Open Assignment: Beauty and Glamour Portrait Retouching

If you are an portrait photographer or retoucher it can be hard to find material to practice your post-production skills with. This is especially true learning a more specialized, stylized form of retouching like beauty and glamour. In this Open Assignment you'll work though six photos to help build your retouching skills.
The Tuts+ course Beauty and Glamour Portrait Retouching, with Chamira Young, is all about how to use strategic beauty retouching techniques. If you want to take your retouching skills to the next level, the course will help you gain greater confidence in your own retouching and a deeper understanding of how to plan an efficient and professional retouching workflow. If you've already taken the course these photos will help you practice the skills you've learned.
For the purpose of this assignment let's pretend that you are a photo retoucher working for a fashion magazine. Your editor has given you six photographs to work on. Three are for a story, and go together, and three are singles. Your job is to retouch all six photos to a final state that is ready for publication.
If you are just getting started with retouching don't worry too much about time. Set yourself a deadline that you think is reasonable for six images, but focus more on developing a process that feels good to you.
If you're a more advanced retoucher set yourself a deadline that will force you to make some quick decisions. Give yourself enough time to get the job done right but still provide a time challenge.
Ready? Download the files and let's get started.
These photos are from three different locations, with three different models, but the photographer is the same: Kathryn Connell. The challenge here is find balance and concordance. We want to preserve the photographer's vision and style while making the photos look great together as a set. 

Teenage boy in white shirt in forest
Photograph by Kathryn Connell, copyright CC BY-SA 2.0.
Young woman posing in front of a rustic brick wall
Photograph by Kathryn Connell, copyright CC BY-SA 2.0.
Young man standing in the doorway of a barn
Photograph by Kathryn Connell, copyright CC BY-SA 2.0.

These portraits were made using a different style for each. The challenge this time is to bring out the best in each image.

Woman posing on the street
Photograph by fervent-adepte-de-la-mode, copyright CC By 2.0.
Man standing in front of a shiney brick wall
Photograph by Grant Wilson, copyright CC BY 2.0.
Givana young woman in front of a purple wall
Givana, photograph by Alexandra Aristova, copyright CC BY-SA 2.0.

Some of these photos need more work than others. Part of the skill of retouching is knowing when to use restraint. If you're just starting, err on the conservative side: corrections to exposure, contrast, and colour (skin colour especially) are usually the majority of the work.
Work methodically, and work the pictures through your process together. Don't jump ahead on one image and then try to make the rest fit: this is a recipe for headache. Instead, move each picture to the same stage incrementally so that everything in the group is more or less retouched to the same level. This will let you keep your work organized and it will keep the pictures looking good together.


**Task directions:** The records underneath are to be repeated exactly, with the pictures left out.

**Records:**
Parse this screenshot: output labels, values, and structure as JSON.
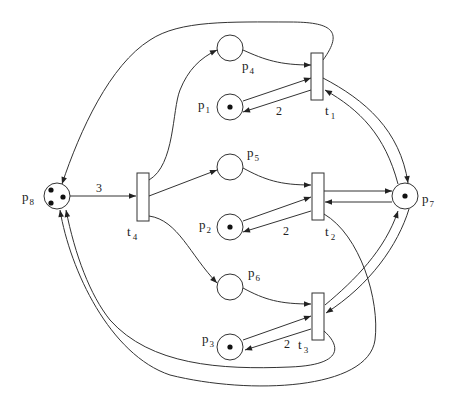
{
  "diagram": {
    "type": "petri-net",
    "colors": {
      "stroke": "#333333",
      "token": "#111111",
      "background": "#ffffff"
    },
    "places": [
      {
        "id": "p1",
        "label": "p",
        "sub": "1",
        "tokens": 1
      },
      {
        "id": "p2",
        "label": "p",
        "sub": "2",
        "tokens": 1
      },
      {
        "id": "p3",
        "label": "p",
        "sub": "3",
        "tokens": 1
      },
      {
        "id": "p4",
        "label": "p",
        "sub": "4",
        "tokens": 0
      },
      {
        "id": "p5",
        "label": "p",
        "sub": "5",
        "tokens": 0
      },
      {
        "id": "p6",
        "label": "p",
        "sub": "6",
        "tokens": 0
      },
      {
        "id": "p7",
        "label": "p",
        "sub": "7",
        "tokens": 1
      },
      {
        "id": "p8",
        "label": "p",
        "sub": "8",
        "tokens": 3
      }
    ],
    "transitions": [
      {
        "id": "t1",
        "label": "t",
        "sub": "1"
      },
      {
        "id": "t2",
        "label": "t",
        "sub": "2"
      },
      {
        "id": "t3",
        "label": "t",
        "sub": "3"
      },
      {
        "id": "t4",
        "label": "t",
        "sub": "4"
      }
    ],
    "arc_weights": {
      "p8_t4": "3",
      "t1_p1": "2",
      "t2_p2": "2",
      "t3_p3": "2"
    },
    "arcs": [
      {
        "from": "p8",
        "to": "t4",
        "weight": "3"
      },
      {
        "from": "t4",
        "to": "p4"
      },
      {
        "from": "t4",
        "to": "p5"
      },
      {
        "from": "t4",
        "to": "p6"
      },
      {
        "from": "p4",
        "to": "t1"
      },
      {
        "from": "p1",
        "to": "t1"
      },
      {
        "from": "t1",
        "to": "p1",
        "weight": "2"
      },
      {
        "from": "t1",
        "to": "p7"
      },
      {
        "from": "p7",
        "to": "t1"
      },
      {
        "from": "t1",
        "to": "p8"
      },
      {
        "from": "p5",
        "to": "t2"
      },
      {
        "from": "p2",
        "to": "t2"
      },
      {
        "from": "t2",
        "to": "p2",
        "weight": "2"
      },
      {
        "from": "t2",
        "to": "p7"
      },
      {
        "from": "p7",
        "to": "t2"
      },
      {
        "from": "t2",
        "to": "p8"
      },
      {
        "from": "p6",
        "to": "t3"
      },
      {
        "from": "p3",
        "to": "t3"
      },
      {
        "from": "t3",
        "to": "p3",
        "weight": "2"
      },
      {
        "from": "t3",
        "to": "p7"
      },
      {
        "from": "p7",
        "to": "t3"
      },
      {
        "from": "t3",
        "to": "p8"
      }
    ]
  }
}
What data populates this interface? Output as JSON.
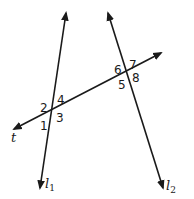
{
  "diagram": {
    "colors": {
      "stroke": "#1a1a1a",
      "background": "#ffffff"
    },
    "lines": [
      {
        "id": "l1",
        "label": "l",
        "subscript": "1",
        "from": [
          66,
          13
        ],
        "to": [
          40,
          188
        ],
        "arrows": "both",
        "label_pos": [
          45,
          188
        ]
      },
      {
        "id": "l2",
        "label": "l",
        "subscript": "2",
        "from": [
          108,
          13
        ],
        "to": [
          163,
          188
        ],
        "arrows": "both",
        "label_pos": [
          166,
          190
        ]
      },
      {
        "id": "t",
        "label": "t",
        "subscript": "",
        "from": [
          161,
          53
        ],
        "to": [
          14,
          129
        ],
        "arrows": "both",
        "label_pos": [
          11,
          142
        ]
      }
    ],
    "intersections": [
      {
        "lines": [
          "l1",
          "t"
        ],
        "point": [
          51,
          110
        ]
      },
      {
        "lines": [
          "l2",
          "t"
        ],
        "point": [
          126,
          71
        ]
      }
    ],
    "angles": [
      {
        "number": "1",
        "pos": [
          40,
          130
        ]
      },
      {
        "number": "2",
        "pos": [
          40,
          112
        ]
      },
      {
        "number": "3",
        "pos": [
          56,
          122
        ]
      },
      {
        "number": "4",
        "pos": [
          57,
          104
        ]
      },
      {
        "number": "5",
        "pos": [
          118,
          89
        ]
      },
      {
        "number": "6",
        "pos": [
          114,
          74
        ]
      },
      {
        "number": "7",
        "pos": [
          129,
          69
        ]
      },
      {
        "number": "8",
        "pos": [
          132,
          82
        ]
      }
    ]
  }
}
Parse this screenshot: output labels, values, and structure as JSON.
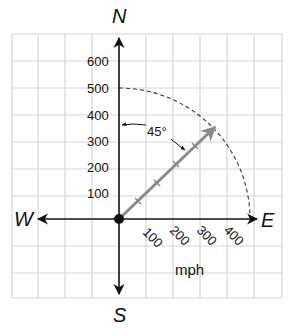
{
  "diagram": {
    "compass": {
      "north": "N",
      "south": "S",
      "east": "E",
      "west": "W"
    },
    "north_axis_ticks": [
      "100",
      "200",
      "300",
      "400",
      "500",
      "600"
    ],
    "vector_axis_ticks": [
      "100",
      "200",
      "300",
      "400"
    ],
    "unit_label": "mph",
    "angle_label": "45°",
    "vector": {
      "magnitude_mph": 500,
      "bearing_deg_from_north": 45,
      "color": "#8a8a8a"
    },
    "arc_radius_mph": 500,
    "colors": {
      "grid": "#d6d6d6",
      "axes": "#111111",
      "vector": "#8a8a8a",
      "arc": "#333333"
    }
  }
}
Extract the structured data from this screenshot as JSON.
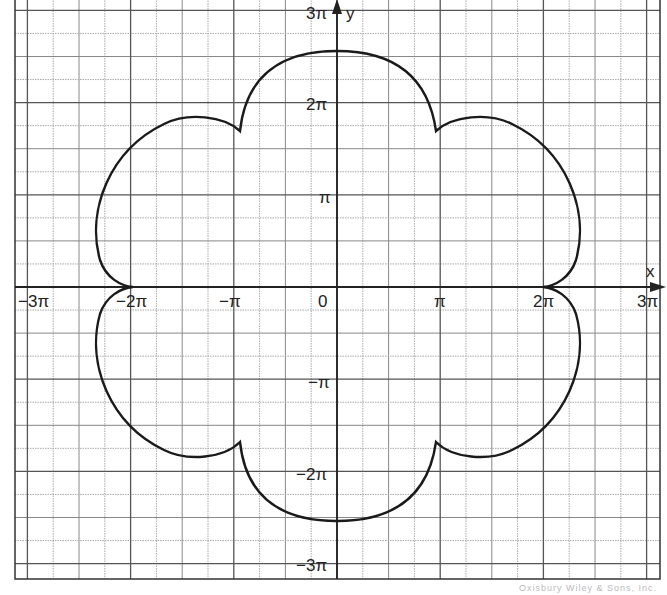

**Task response:**
Parse this screenshot: output labels, values, and structure as JSON.
{
  "diagram": {
    "type": "petri-net",
    "colors": {
      "stroke": "#333333",
      "token": "#111111",
      "background": "#ffffff"
    },
    "places": [
      {
        "id": "p1",
        "label": "p",
        "sub": "1",
        "tokens": 1
      },
      {
        "id": "p2",
        "label": "p",
        "sub": "2",
        "tokens": 1
      },
      {
        "id": "p3",
        "label": "p",
        "sub": "3",
        "tokens": 1
      },
      {
        "id": "p4",
        "label": "p",
        "sub": "4",
        "tokens": 0
      },
      {
        "id": "p5",
        "label": "p",
        "sub": "5",
        "tokens": 0
      },
      {
        "id": "p6",
        "label": "p",
        "sub": "6",
        "tokens": 0
      },
      {
        "id": "p7",
        "label": "p",
        "sub": "7",
        "tokens": 1
      },
      {
        "id": "p8",
        "label": "p",
        "sub": "8",
        "tokens": 3
      }
    ],
    "transitions": [
      {
        "id": "t1",
        "label": "t",
        "sub": "1"
      },
      {
        "id": "t2",
        "label": "t",
        "sub": "2"
      },
      {
        "id": "t3",
        "label": "t",
        "sub": "3"
      },
      {
        "id": "t4",
        "label": "t",
        "sub": "4"
      }
    ],
    "arc_weights": {
      "p8_t4": "3",
      "t1_p1": "2",
      "t2_p2": "2",
      "t3_p3": "2"
    },
    "arcs": [
      {
        "from": "p8",
        "to": "t4",
        "weight": "3"
      },
      {
        "from": "t4",
        "to": "p4"
      },
      {
        "from": "t4",
        "to": "p5"
      },
      {
        "from": "t4",
        "to": "p6"
      },
      {
        "from": "p4",
        "to": "t1"
      },
      {
        "from": "p1",
        "to": "t1"
      },
      {
        "from": "t1",
        "to": "p1",
        "weight": "2"
      },
      {
        "from": "t1",
        "to": "p7"
      },
      {
        "from": "p7",
        "to": "t1"
      },
      {
        "from": "t1",
        "to": "p8"
      },
      {
        "from": "p5",
        "to": "t2"
      },
      {
        "from": "p2",
        "to": "t2"
      },
      {
        "from": "t2",
        "to": "p2",
        "weight": "2"
      },
      {
        "from": "t2",
        "to": "p7"
      },
      {
        "from": "p7",
        "to": "t2"
      },
      {
        "from": "t2",
        "to": "p8"
      },
      {
        "from": "p6",
        "to": "t3"
      },
      {
        "from": "p3",
        "to": "t3"
      },
      {
        "from": "t3",
        "to": "p3",
        "weight": "2"
      },
      {
        "from": "t3",
        "to": "p7"
      },
      {
        "from": "p7",
        "to": "t3"
      },
      {
        "from": "t3",
        "to": "p8"
      }
    ]
  }
}
What data populates this interface? Output as JSON.
{
  "diagram": {
    "colors": {
      "stroke": "#1a1a1a",
      "background": "#ffffff"
    },
    "lines": [
      {
        "id": "l1",
        "label": "l",
        "subscript": "1",
        "from": [
          66,
          13
        ],
        "to": [
          40,
          188
        ],
        "arrows": "both",
        "label_pos": [
          45,
          188
        ]
      },
      {
        "id": "l2",
        "label": "l",
        "subscript": "2",
        "from": [
          108,
          13
        ],
        "to": [
          163,
          188
        ],
        "arrows": "both",
        "label_pos": [
          166,
          190
        ]
      },
      {
        "id": "t",
        "label": "t",
        "subscript": "",
        "from": [
          161,
          53
        ],
        "to": [
          14,
          129
        ],
        "arrows": "both",
        "label_pos": [
          11,
          142
        ]
      }
    ],
    "intersections": [
      {
        "lines": [
          "l1",
          "t"
        ],
        "point": [
          51,
          110
        ]
      },
      {
        "lines": [
          "l2",
          "t"
        ],
        "point": [
          126,
          71
        ]
      }
    ],
    "angles": [
      {
        "number": "1",
        "pos": [
          40,
          130
        ]
      },
      {
        "number": "2",
        "pos": [
          40,
          112
        ]
      },
      {
        "number": "3",
        "pos": [
          56,
          122
        ]
      },
      {
        "number": "4",
        "pos": [
          57,
          104
        ]
      },
      {
        "number": "5",
        "pos": [
          118,
          89
        ]
      },
      {
        "number": "6",
        "pos": [
          114,
          74
        ]
      },
      {
        "number": "7",
        "pos": [
          129,
          69
        ]
      },
      {
        "number": "8",
        "pos": [
          132,
          82
        ]
      }
    ]
  }
}
Parse this screenshot: output labels, values, and structure as JSON.
{
  "diagram": {
    "compass": {
      "north": "N",
      "south": "S",
      "east": "E",
      "west": "W"
    },
    "north_axis_ticks": [
      "100",
      "200",
      "300",
      "400",
      "500",
      "600"
    ],
    "vector_axis_ticks": [
      "100",
      "200",
      "300",
      "400"
    ],
    "unit_label": "mph",
    "angle_label": "45°",
    "vector": {
      "magnitude_mph": 500,
      "bearing_deg_from_north": 45,
      "color": "#8a8a8a"
    },
    "arc_radius_mph": 500,
    "colors": {
      "grid": "#d6d6d6",
      "axes": "#111111",
      "vector": "#8a8a8a",
      "arc": "#333333"
    }
  }
}
Extract the structured data from this screenshot as JSON.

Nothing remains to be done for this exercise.